Where Grace Abounds was founded shortly after Mary Heathman’s stepson came out of the closet in the mid-1980s. The news forced the Denver rape-crisis counselor to study books on psychology and scripture, attend meetings of all sorts, and arrive at two tough conclusions. Her stepson’s sexuality smacked head-on with her understanding of scripture; the two could not be reconciled. And just as painfully, she found most churches ill-equipped—if not downright resistant—to support her and those in similar situations.
“Most churches don’t know how to deal with these issues, or the way they deal with them is not effective,” Heathman tells me and eight other initiates on our first night at WGA. In the months that follow, I’d hear echoes of her statement again and again. WGA’s program consists largely of informal lectures from members and guest speakers, followed by small group-therapy-styled discussions. Staffers and volunteer ministry leaders tell us that there are many plausible theories on what causes homosexuality. But they caution that focusing on the “why” is not as important in our healing process as reconnecting with God.
Yet there’s one “why” theory that receives more play than others, and it comes from Dr. Elizabeth Moberly and her book Homosexuality: A New Christian Ethic. Moberly and WGA make a clear distinction between homosexuality as an orientation and homosexuality as behavior. The former, they claim, is not the least bit sinful. In fact, it’s a corrective developmental response to a broken relationship with a same-sex parent. The impulse to re-establish this bond, “the reparative drive” as it’s known, is actually healthy. The problem, we’re told, is when the orientation becomes sexualized in adolescence. Sexual activity with the same gender derails the healing process.

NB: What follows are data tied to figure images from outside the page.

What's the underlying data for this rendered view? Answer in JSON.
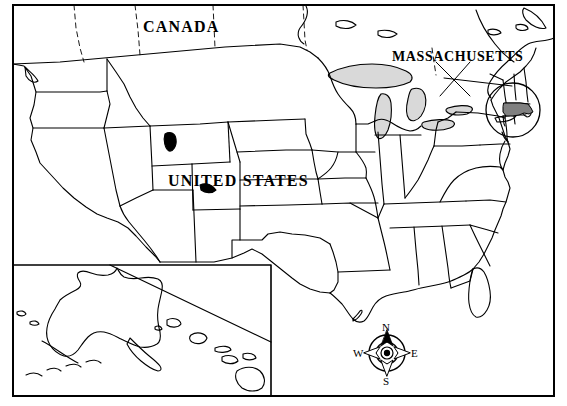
{
  "map": {
    "title": "United States Map with Massachusetts Highlighted",
    "style": "outline political map, black line art on white",
    "labels": {
      "canada": "CANADA",
      "united_states": "UNITED STATES",
      "massachusetts": "MASSACHUSETTS"
    },
    "compass": {
      "name": "compass-rose",
      "north": "N",
      "south": "S",
      "east": "E",
      "west": "W"
    },
    "colors": {
      "background": "#ffffff",
      "outline": "#000000",
      "highlight_fill": "#808080",
      "lake_fill": "#d9d9d9",
      "frame": "#000000"
    },
    "highlighted_state": "MASSACHUSETTS",
    "insets": [
      {
        "name": "alaska-hawaii-inset",
        "contents": "Alaska and Hawaii"
      }
    ]
  }
}
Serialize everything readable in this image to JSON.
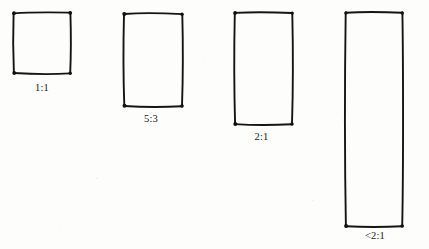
{
  "sketch": {
    "title": "Aspect ratio rectangle sketch",
    "background_color": "#fdfdfc",
    "ink_color": "#151515",
    "figures": [
      {
        "name": "square-1-1",
        "label": "1:1",
        "x": 12,
        "y": 11,
        "width": 60,
        "height": 64,
        "label_x": 12,
        "label_y": 82,
        "label_width": 60
      },
      {
        "name": "rectangle-5-3",
        "label": "5:3",
        "x": 122,
        "y": 12,
        "width": 62,
        "height": 96,
        "label_x": 120,
        "label_y": 113,
        "label_width": 62
      },
      {
        "name": "rectangle-2-1",
        "label": "2:1",
        "x": 233,
        "y": 11,
        "width": 61,
        "height": 115,
        "label_x": 231,
        "label_y": 131,
        "label_width": 61
      },
      {
        "name": "rectangle-less-than-2-1",
        "label": "<2:1",
        "x": 344,
        "y": 11,
        "width": 60,
        "height": 217,
        "label_x": 344,
        "label_y": 230,
        "label_width": 62
      }
    ]
  }
}
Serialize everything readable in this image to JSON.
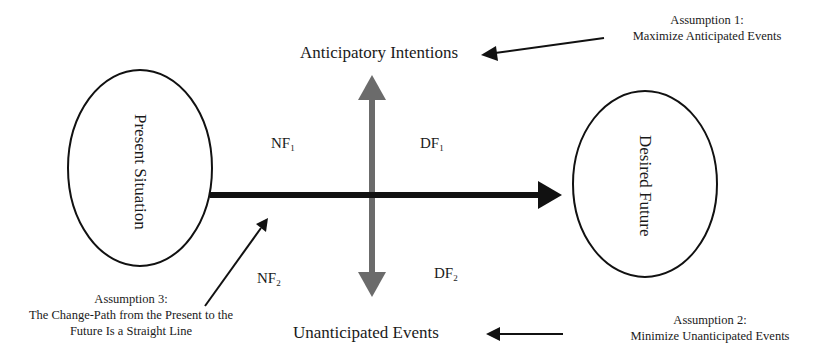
{
  "diagram": {
    "ellipses": {
      "left": {
        "label": "Present Situation"
      },
      "right": {
        "label": "Desired Future"
      }
    },
    "axes": {
      "top_label": "Anticipatory Intentions",
      "bottom_label": "Unanticipated Events"
    },
    "quadrants": {
      "nf1": {
        "base": "NF",
        "sub": "1"
      },
      "df1": {
        "base": "DF",
        "sub": "1"
      },
      "nf2": {
        "base": "NF",
        "sub": "2"
      },
      "df2": {
        "base": "DF",
        "sub": "2"
      }
    },
    "assumptions": {
      "a1": {
        "title": "Assumption 1:",
        "text": "Maximize Anticipated Events"
      },
      "a2": {
        "title": "Assumption 2:",
        "text": "Minimize Unanticipated Events"
      },
      "a3": {
        "title": "Assumption 3:",
        "line1": "The Change-Path from the Present to the",
        "line2": "Future Is a Straight Line"
      }
    },
    "colors": {
      "vertical_arrow": "#6b6b6b",
      "horizontal_arrow": "#111111",
      "ellipse_stroke": "#111111"
    }
  }
}
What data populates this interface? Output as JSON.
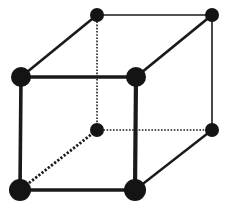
{
  "diagram": {
    "title": "",
    "type": "cube-lattice",
    "colors": {
      "background": "#ffffff",
      "stroke": "#1a1a1a",
      "node": "#141414"
    },
    "nodes": [
      {
        "id": "back-top-left",
        "x": 97,
        "y": 15,
        "r": 7
      },
      {
        "id": "back-top-right",
        "x": 212,
        "y": 15,
        "r": 7
      },
      {
        "id": "front-top-left",
        "x": 21,
        "y": 77,
        "r": 10
      },
      {
        "id": "front-top-right",
        "x": 136,
        "y": 77,
        "r": 10
      },
      {
        "id": "back-bottom-left",
        "x": 97,
        "y": 130,
        "r": 7
      },
      {
        "id": "back-bottom-right",
        "x": 212,
        "y": 130,
        "r": 7
      },
      {
        "id": "front-bottom-left",
        "x": 20,
        "y": 190,
        "r": 11
      },
      {
        "id": "front-bottom-right",
        "x": 135,
        "y": 190,
        "r": 11
      }
    ],
    "edges": [
      {
        "from": "back-top-left",
        "to": "back-top-right",
        "style": "solid",
        "width": 1.6
      },
      {
        "from": "back-top-right",
        "to": "back-bottom-right",
        "style": "solid",
        "width": 1.6
      },
      {
        "from": "back-top-left",
        "to": "front-top-left",
        "style": "solid",
        "width": 2.6
      },
      {
        "from": "back-top-right",
        "to": "front-top-right",
        "style": "solid",
        "width": 2.8
      },
      {
        "from": "back-bottom-right",
        "to": "front-bottom-right",
        "style": "solid",
        "width": 2.4
      },
      {
        "from": "front-top-left",
        "to": "front-top-right",
        "style": "solid",
        "width": 3.6
      },
      {
        "from": "front-top-left",
        "to": "front-bottom-left",
        "style": "solid",
        "width": 3.6
      },
      {
        "from": "front-top-right",
        "to": "front-bottom-right",
        "style": "solid",
        "width": 4.2
      },
      {
        "from": "front-bottom-left",
        "to": "front-bottom-right",
        "style": "solid",
        "width": 3.6
      },
      {
        "from": "back-top-left",
        "to": "back-bottom-left",
        "style": "dotted",
        "width": 1.6
      },
      {
        "from": "back-bottom-left",
        "to": "back-bottom-right",
        "style": "dotted",
        "width": 1.6
      },
      {
        "from": "back-bottom-left",
        "to": "front-bottom-left",
        "style": "dotted",
        "width": 2.8
      }
    ]
  }
}
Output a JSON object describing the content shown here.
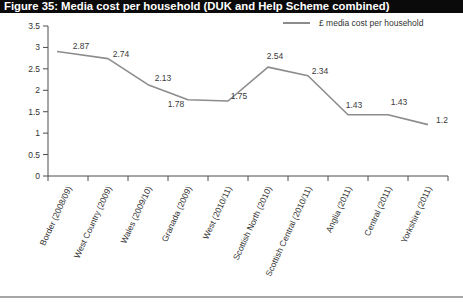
{
  "title_bar": {
    "text": "Figure 35: Media cost per household (DUK and Help Scheme combined)"
  },
  "legend": {
    "label": "£ media cost per household"
  },
  "colors": {
    "title_bar_bg": "#0a0a0a",
    "title_bar_text": "#ffffff",
    "line": "#8c8c8c",
    "axis": "#4d4d4d",
    "text": "#333333",
    "separator": "#a6a6a6"
  },
  "chart_data": {
    "type": "line",
    "title": "Figure 35: Media cost per household (DUK and Help Scheme combined)",
    "categories": [
      "Border (2008/09)",
      "West Country (2009)",
      "Wales (2009/10)",
      "Granada (2009)",
      "West (2010/11)",
      "Scottish North (2010)",
      "Scottish Central (2010/11)",
      "Anglia (2011)",
      "Central (2011)",
      "Yorkshire (2011)"
    ],
    "series": [
      {
        "name": "£ media cost per household",
        "values": [
          2.87,
          2.74,
          2.13,
          1.78,
          1.75,
          2.54,
          2.34,
          1.43,
          1.43,
          1.2
        ]
      }
    ],
    "xlabel": "",
    "ylabel": "",
    "ylim": [
      0,
      3.5
    ],
    "ytick_step": 0.5,
    "grid": false,
    "data_labels": true,
    "legend_position": "top-right"
  }
}
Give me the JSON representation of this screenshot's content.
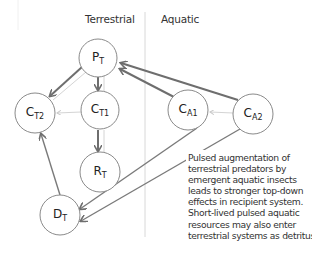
{
  "sections": {
    "terrestrial": "Terrestrial",
    "aquatic": "Aquatic"
  },
  "nodes": {
    "PT": {
      "base": "P",
      "sub": "T"
    },
    "CT1": {
      "base": "C",
      "sub": "T1"
    },
    "CT2": {
      "base": "C",
      "sub": "T2"
    },
    "RT": {
      "base": "R",
      "sub": "T"
    },
    "DT": {
      "base": "D",
      "sub": "T"
    },
    "CA1": {
      "base": "C",
      "sub": "A1"
    },
    "CA2": {
      "base": "C",
      "sub": "A2"
    }
  },
  "caption": {
    "lines": [
      "Pulsed augmentation of",
      "terrestrial predators by",
      "emergent aquatic insects",
      "leads to stronger top-down",
      "effects in recipient system.",
      "Short-lived pulsed aquatic",
      "resources may also enter",
      "terrestrial systems as detritus."
    ]
  },
  "colors": {
    "strong_arrow": "#6e6e6e",
    "weak_link": "#d4d4d4",
    "node_stroke": "#8a8a8a",
    "divider": "#d8d8d8"
  }
}
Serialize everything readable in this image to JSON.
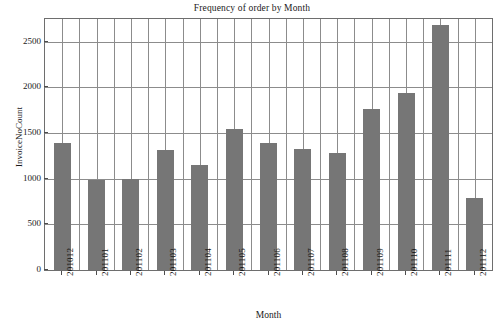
{
  "chart_data": {
    "type": "bar",
    "title": "Frequency of order by Month",
    "xlabel": "Month",
    "ylabel": "InvoiceNoCount",
    "categories": [
      "201012",
      "201101",
      "201102",
      "201103",
      "201104",
      "201105",
      "201106",
      "201107",
      "201108",
      "201109",
      "201110",
      "201111",
      "201112"
    ],
    "values": [
      1390,
      985,
      995,
      1310,
      1145,
      1540,
      1390,
      1330,
      1285,
      1765,
      1935,
      2680,
      790
    ],
    "ylim": [
      0,
      2750
    ],
    "yticks": [
      0,
      500,
      1000,
      1500,
      2000,
      2500
    ],
    "ytick_labels": [
      "0",
      "500",
      "1000",
      "1500",
      "2000",
      "2500"
    ],
    "grid": true,
    "grid_axes": "both",
    "legend": "none",
    "bar_color": "#767676",
    "grid_color": "#8c8c8c",
    "frame_color": "#6e6e6e",
    "background": "#ffffff"
  }
}
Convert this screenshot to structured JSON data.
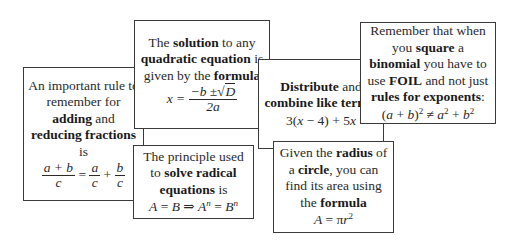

Like any theory on something as complex as sexual development, it raises as many questions at it attempts to answer. Like why do boys with caring dads still go gay? And why does every girl raised by Mommy Dearest not grow into a full-fledged lesbian? The exception proves the rule, but since there are so many, the “buts” are invariably pre-empted by a staffer who confesses that, “we just don’t know.” Instead, the emphasis turns inward, toward cultivating our relationship with God and one another. Forming appropriate, intimate relationships with members of the same sex is essential to the healing process. Hence the emphasis on socializing after the ministry officially breaks at night, usually with a visit to Village Inn in Cherry Creek.
The folks who find their way into WGA on Thursday nights are mostly men between 20 and 40. Almost all come from conservative evangelical or fundamentalist Christian backgrounds, with a smattering of Catholics and Lutherans. Many arrive upon the recommendation of a pastor or, more often, a Christian counselor. The ministry is a nonprofit, so everything’s free, but as with most religious entities, a donation basket is passed around at the start of each meeting. While WGA was established to deal exclusively with homosexuality, it soon found itself welcoming people dealing with problems like sex and pornography addiction. In addition, families of gays trying to overcome their homosexuality or not find themselves in supportive company.